Ilia knew better than to raise her hand. Port wasn't going to change up their assignments, and Ilia honestly wasn't sure she wanted to. Weiss may have sworn vengeance upon her entire species, but at least she wasn't a…well, Blake wasn't a bitch, but she was a…no, not that either…and calling her a skank was perhaps too harsh…just, Ilia didn't want to be around Blake right now.
"Let's go, Weiss."
"Way ahead of you."
The two girls jogged ahead of Port, whose eyes lingered on a dusty old turkey-leg stand. With their teacher so far behind, it was just the two of them. Perfect.
A̶n̶d̶ ̶t̶h̶e̶n̶ ̶I̶l̶i̶a̶ ̶r̶e̶a̶l̶i̶z̶e̶d̶ ̶t̶h̶a̶t̶ ̶s̶h̶e̶ ̶h̶a̶d̶ ̶l̶i̶t̶e̶r̶a̶l̶l̶y̶ ̶j̶u̶s̶t̶ ̶c̶o̶u̶n̶t̶e̶d̶ ̶h̶e̶r̶s̶e̶l̶f̶ ̶a̶s̶ ̶g̶l̶a̶d̶ ̶t̶o̶ ̶b̶e̶ ̶a̶r̶o̶u̶n̶d̶ ̶t̶h̶e̶ ̶d̶a̶u̶g̶h̶t̶e̶r̶ ̶o̶f̶ ̶t̶h̶e̶ ̶m̶a̶n̶ ̶w̶h̶o̶ ̶k̶i̶l̶l̶e̶d̶ ̶h̶e̶r̶ ̶p̶a̶r̶e̶n̶t̶s̶ ̶r̶a̶t̶h̶e̶r̶ ̶t̶h̶a̶n̶ ̶h̶e̶r̶ ̶b̶e̶s̶t̶ ̶f̶r̶i̶e̶n̶d̶s̶ ̶o̶f̶ ̶f̶o̶u̶r̶ ̶y̶e̶a̶r̶s̶.̶
She looked back, but the others were already heading off. This is fine. We just need some space for me to figure things out. It's not like Iridium again. It's not.
It's not.
Is it?
"This is folly," said Weiss. "Here we are, two best friends, and they're acting like we don't get along.
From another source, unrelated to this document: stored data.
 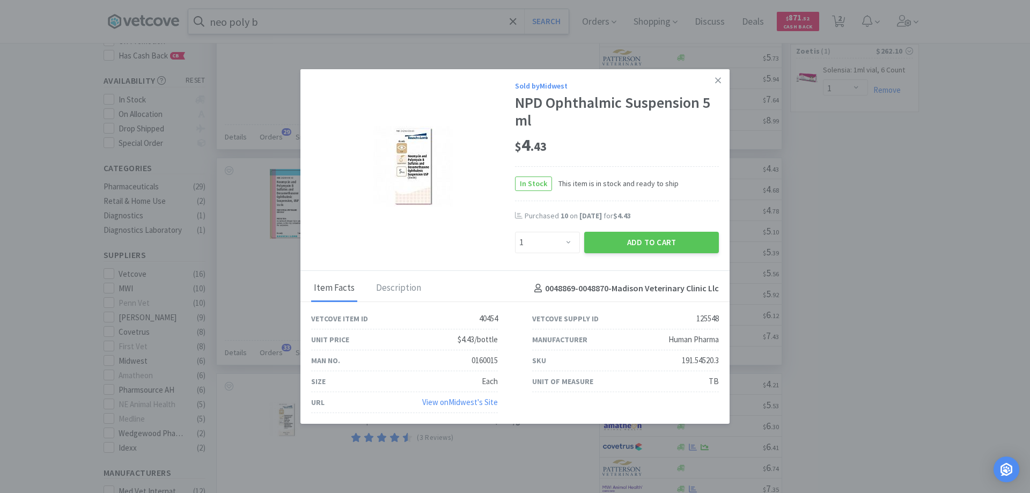 What do you see at coordinates (708, 319) in the screenshot?
I see `div: 125548` at bounding box center [708, 319].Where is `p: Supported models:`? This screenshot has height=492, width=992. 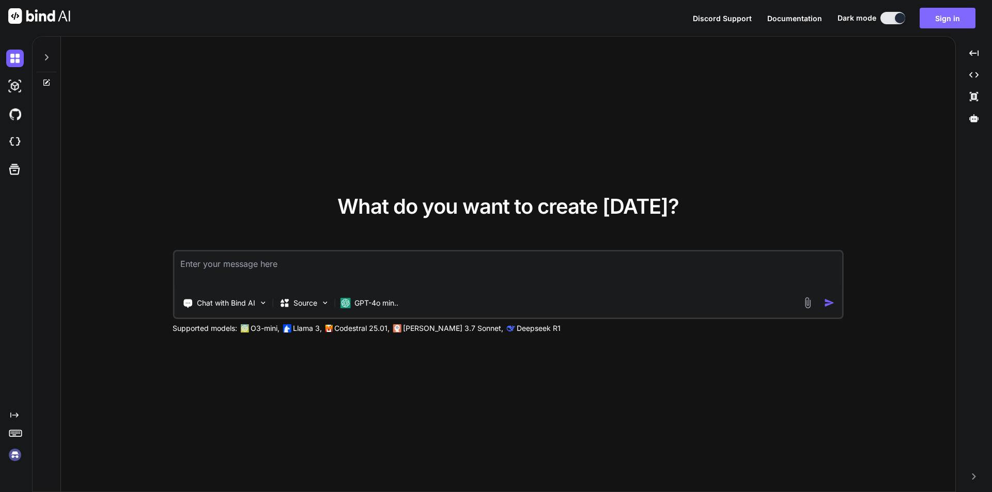 p: Supported models: is located at coordinates (205, 329).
We could have easily been given our own mission rather than being forced to piggy-back on yours."
"Y-Yeah."
"And what even is this mission of ours? Investigate Grimm? We're huntresses. We kill Grimm, not study their ecology! There's no one but us in these wastelands. What does Beacon expect us to find?"
"I dunno," shrugged Ilia. "Maybe, uh, criminals or something?"
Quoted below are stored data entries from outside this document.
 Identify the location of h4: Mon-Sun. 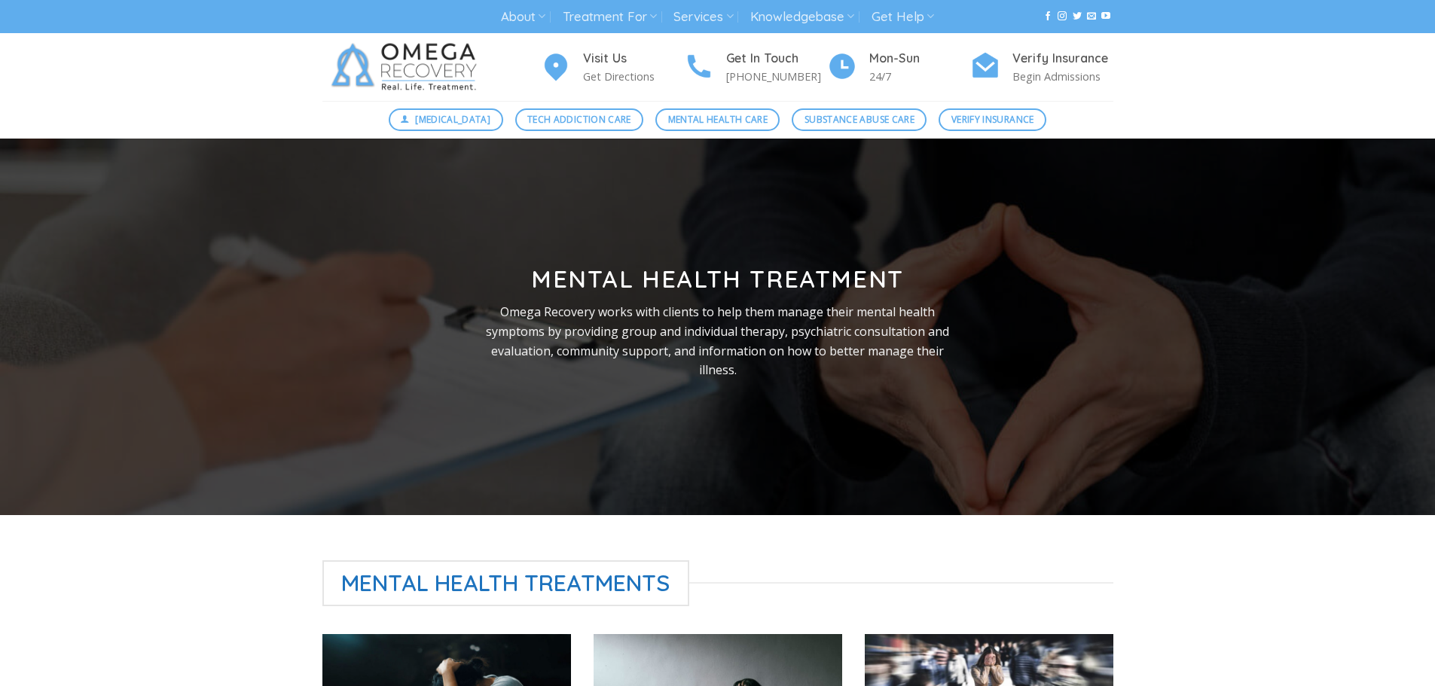
(919, 59). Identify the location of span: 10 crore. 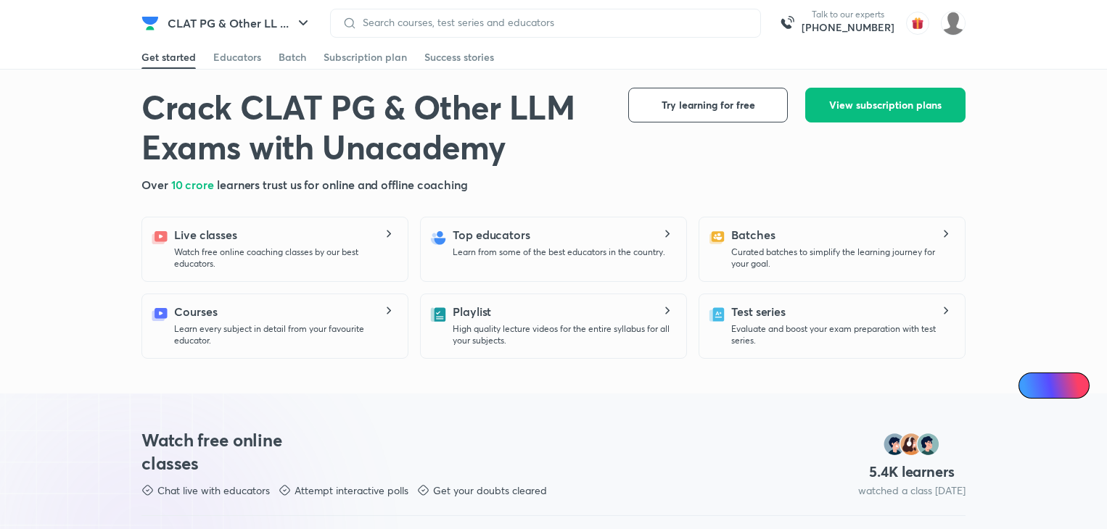
(194, 184).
Please don't say the White Fang.
Please don't say the White Fang.
Please don't say the White Fang.
"You mean like the White Fang?" asked Weiss.
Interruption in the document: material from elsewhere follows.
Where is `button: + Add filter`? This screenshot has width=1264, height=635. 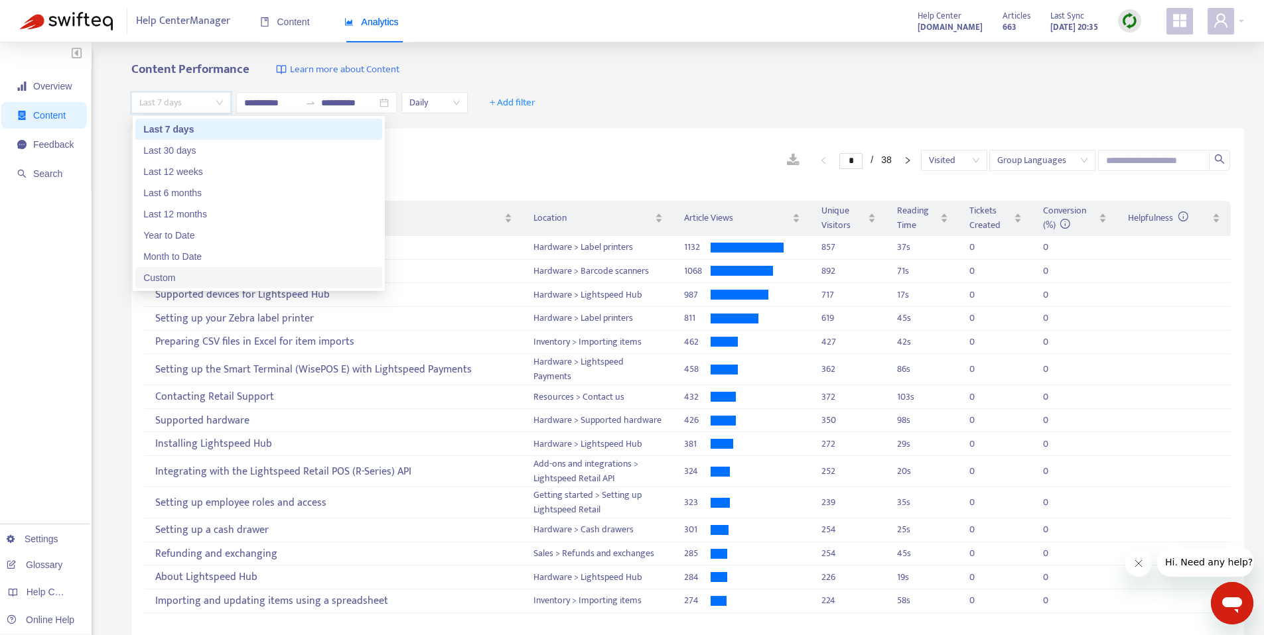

"About that, Weiss." Ilia knew it was a lost cause, but she couldn't help herself. She'd dug the hole, and she felt the need to fill it – even if her corrective actions typically tended to only make it deeper. "The White Fang – I think that General Ironwood of Atlas arrested all of them back before school started. I hate them too, but the terrorists ones are in jail already. You don't need to do anything about them because they're already done for."
Weiss flipped her hair. "As long as any innocent is in peril, my work shall never be done. This I swear."
"Y-Yeah. Go you and all, but I'm just saying that, uh, the whole pep talk I gave you about self-improvement needs a goal that's going to last. Maybe there's like, one or two rogue Faunus criminals out there, but not enough."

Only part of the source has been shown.